Mr Trump arrived at a nearby airport aboard his private Boeing 757 with camera crews present to watch him disembark as if he were still president, though without the massive security bubble or coterie of aides that accompanies an actual chief executive.
Speaking alongside members of the community who were arrayed behind him as a campaign-style backdrop, Mr Trump praised first responders and railroad workers for “serving bravely” over the two weeks following the Norfolk Southern freight train derailment and subsequent controlled burn of toxic chemicals approved by state and local authorities.
The twice-impeached ex-president also bragged of having brought cases of the Trump-branded bottled water used at his Mar-a-Lago club for use by East Palestine residents, with video of his arrival showing pallets of drinking water being unloaded by volunteers.
His arrival in East Palestine was meant as a rebuke to President Joe Biden, who has been overseas meeting with world leaders to mark the one-year anniversary of Russia’s war against Ukraine. Mr Trump, whose 2016 election victory was aided by what the Justice Department found to be a “sweeping and systematic” campaign of interference on his behalf by the Russian government, has often denounced Mr Biden for his support of Ukraine’s defence.
Asked if he had a message for the man who defeated him in 2020, Mr Trump replied: “Get over here”.
He acknowledged the town’s mayor, Trent Conaway, at one point implying that his size makes him easily identifiable.
“I also want to recognise a man who has been working tirelessly for this community since the beginning of the nightmare,” Mr Trump said. “Trent? Where is Trent. He’s very easy to find.”
Mr Trump also purportedly bought McDonald’s for first responders during his visit.
He also repeated what has become an oft-voiced but false claim about Mr Biden’s lack of interest in helping the Ohio town, which voted overwhelmingly for the ex-president in 2020.
He claimed Mr Biden and the Federal Emergency Management Agency “said they would not send federal aid to East Palestine under any circumstance,” and suggested that his announcement of plans to visit the town caused the federal government to act.
Both of those statements, however, were false.
While Biden administration officials have limited their public comments about the matter because of ongoing investigations, the White House has dispatched federal resources to East Palestine in the weeks following the derailment.

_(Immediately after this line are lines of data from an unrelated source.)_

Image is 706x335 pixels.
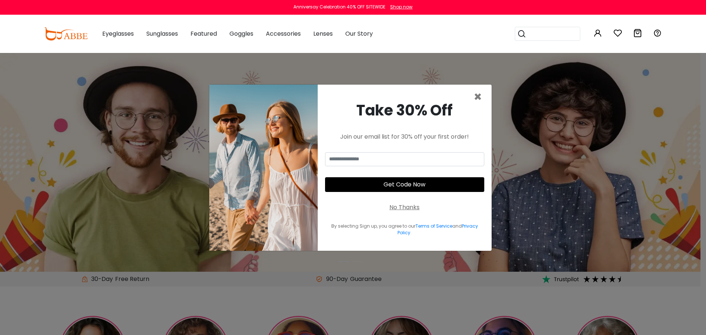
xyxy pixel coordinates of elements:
a: Shop now [386,4,413,10]
div: Take 30% Off [325,99,484,121]
span: Featured [190,29,217,38]
button: Get Code Now [325,177,484,192]
a: Privacy Policy [398,223,478,236]
span: Our Story [345,29,373,38]
div: Shop now [390,4,413,10]
div: By selecting Sign up, you agree to our and . [325,223,484,236]
img: welcome [209,85,318,251]
div: No Thanks [389,203,420,212]
div: Anniversay Celebration 40% OFF SITEWIDE [293,4,385,10]
div: Join our email list for 30% off your first order! [325,132,484,141]
a: Terms of Service [416,223,452,229]
span: Eyeglasses [102,29,134,38]
span: Accessories [266,29,301,38]
img: abbeglasses.com [44,27,88,40]
span: × [474,88,482,106]
span: Goggles [229,29,253,38]
span: Lenses [313,29,333,38]
span: Sunglasses [146,29,178,38]
button: Close [474,90,482,104]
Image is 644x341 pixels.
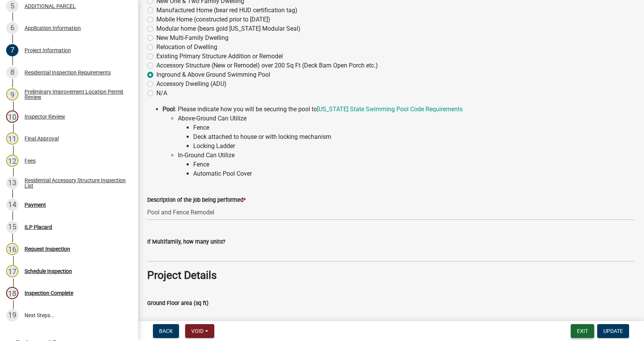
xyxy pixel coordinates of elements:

But the deployment of many federal resources requires a federal disaster declaration that must be requested by the state’s governor, Mike DeWine.
It was also on Mr Trump’s watch that the Department of Transportation repealed regulations that could’ve prevented the derailment by requiring better brakes on freight trains.
Ray LaHood, the ex-Illinois Republican congressman who served as Secretary of Transportation during the Obama administration, said the ex-president’s culpability is fair game for attack. He told Politico that it was “clear” that Mr Trump’s journey to Ohio was a “political stunt”.
"If he wants to visit, he's a citizen. But clearly his regulations and the elimination of them, and no emphasis on safety, is going to be pointed out,” he said.
Republicans have attacked Mr Biden for not personally attending to the disaster site and have claimed that his overseas visit to address foreign policy and national security matters is evidence of his alleged disdain for so-called “flyover country”.
But Mr Biden has frequently avoided visiting disaster areas during ongoing operations because the security and other personnel that accompany presidential movements can bring important relief work to a halt and divert first responders from more important tasks.